Japan Bites

Ramen Style Guide

Tsukemenつけ麺

Dipping ramen — thick concentrated broth served separately from chilled or lukewarm noodles. A modern Tokyo invention that's now arguably the city's signature ramen style.

Origin

Higashi-Ikebukuro Taishoken, Tokyo, 1961. Owner Kazuo Yamagishi invented the style when he started eating leftover noodles by dipping them in broth as a staff meal. By the 1970s it was on the menu. By the 2000s, tsukemen had its own restaurant category.

Noodles

Very thick, very long, very chewy cold noodles — so different from standard ramen noodles that many shops describe them in millimeters. 2.5mm is standard; some shops go to 4mm.

Broth

Super-concentrated, often gyokai-tonkotsu (fish + pork bone) or niboshi (sardine) forward. Because you're dipping, not sipping, the broth must be 3–4x stronger than standard ramen.

How to eat

Dip a small clutch of noodles into the broth, lift, slurp. Don't drown the noodles — the dip should coat, not saturate. At the end, most shops offer 'soup wari' (スープ割り) — they'll dilute your remaining broth with dashi so you can drink it like a soup.

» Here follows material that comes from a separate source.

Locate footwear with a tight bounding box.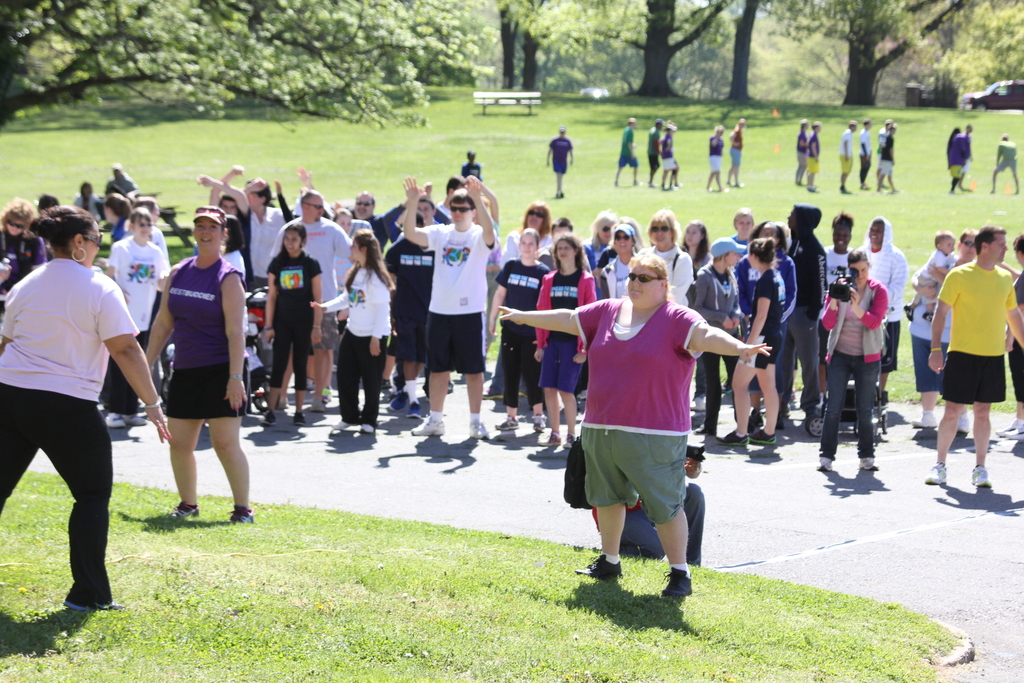
bbox=[445, 375, 456, 394].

Tsukemen shops are where to go in Tokyo summer. Since the noodles are served cold, it's the only ramen style that works well in August humidity. Most tsukemen shops also serve standard hot ramen, but you're missing the point if you order it.

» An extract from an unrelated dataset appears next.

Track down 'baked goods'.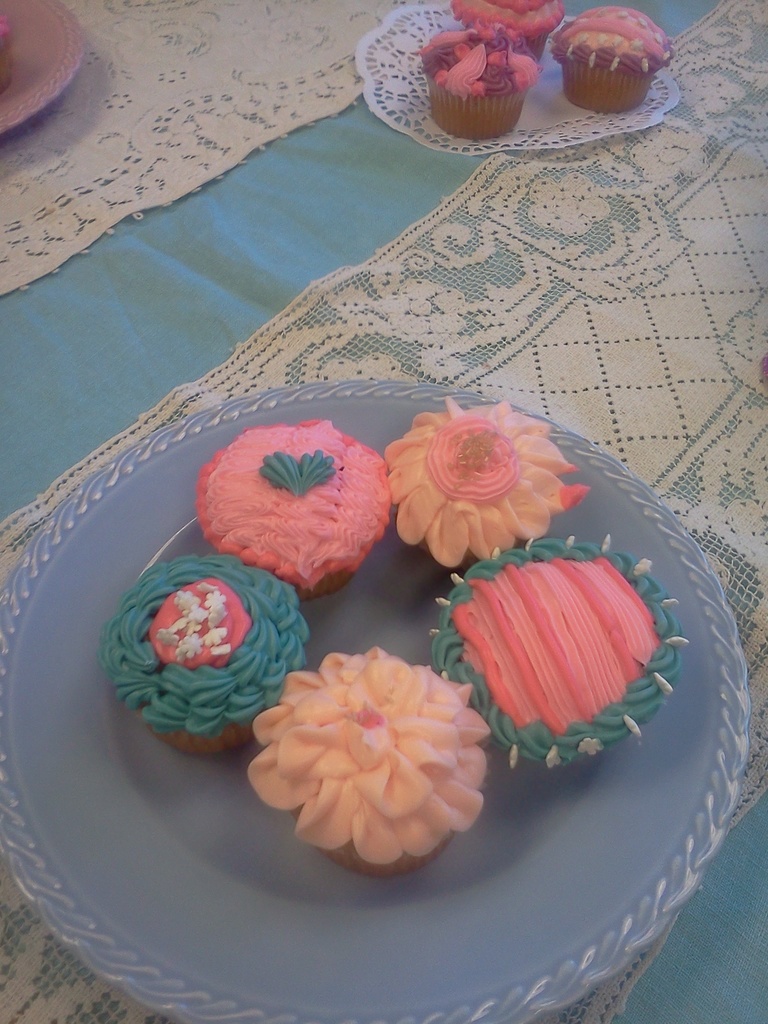
Tracked to (415, 18, 541, 140).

If you want to understand how much Tokyo has reshaped ramen in the last 30 years, eat a tsukemen. It's the modern invention that has most dramatically changed what "ramen" means in the capital — and it's now one of the most competitive categories in the city, with specialist shops winning Tabelog's top rankings every year.

Why the broth is so thick

Tsukemen broth is not meant to be drunk as-is. It's engineered to cling to the noodles when you lift them out of the dip cup, carrying enough flavor to season the noodle without the volume of a standard ramen soup. This means tsukemen broth is typically 3–4 times as concentrated as standard ramen broth: thicker, saltier, heavier, and packed with more dashi, pork collagen, and fish stock.

The most influential modern school is "gyokai-tonkotsu" (seafood + pork bone), pioneered by Menya Rokurinsha in the early 2000s. It combines a creamy pork broth with a heavy dose of dried fish powder — bonito, sardine, mackerel — producing a broth that tastes simultaneously meaty and marine.

Soup wari: don't skip it

At the end of your meal, you'll be left with a cup of very thick, very intense broth in the bottom of your dipping bowl. Hand it back to the counter and say "soup wari onegaishimasu" (soup dilution please). The staff will pour hot dashi into the bowl and hand it back. You now have a drinkable soup — and you've just had the "second course" of the meal.

Where tsukemen shines

Rokurinsha's Tokyo Station branch is the most accessible tsukemen experience for travelers — it's inside the Ramen Street food arcade on the basement level, with photo menus, English ticket machines, and an English-speaking queue manager. For something more serious, look for shops on our list rated 3.8+ on Tabelog with short waits.

Our picks

Tsukemen shops to try

Shops recognised by Michelin, Tabelog, or a major ramen award — scored on how easy it is to visit.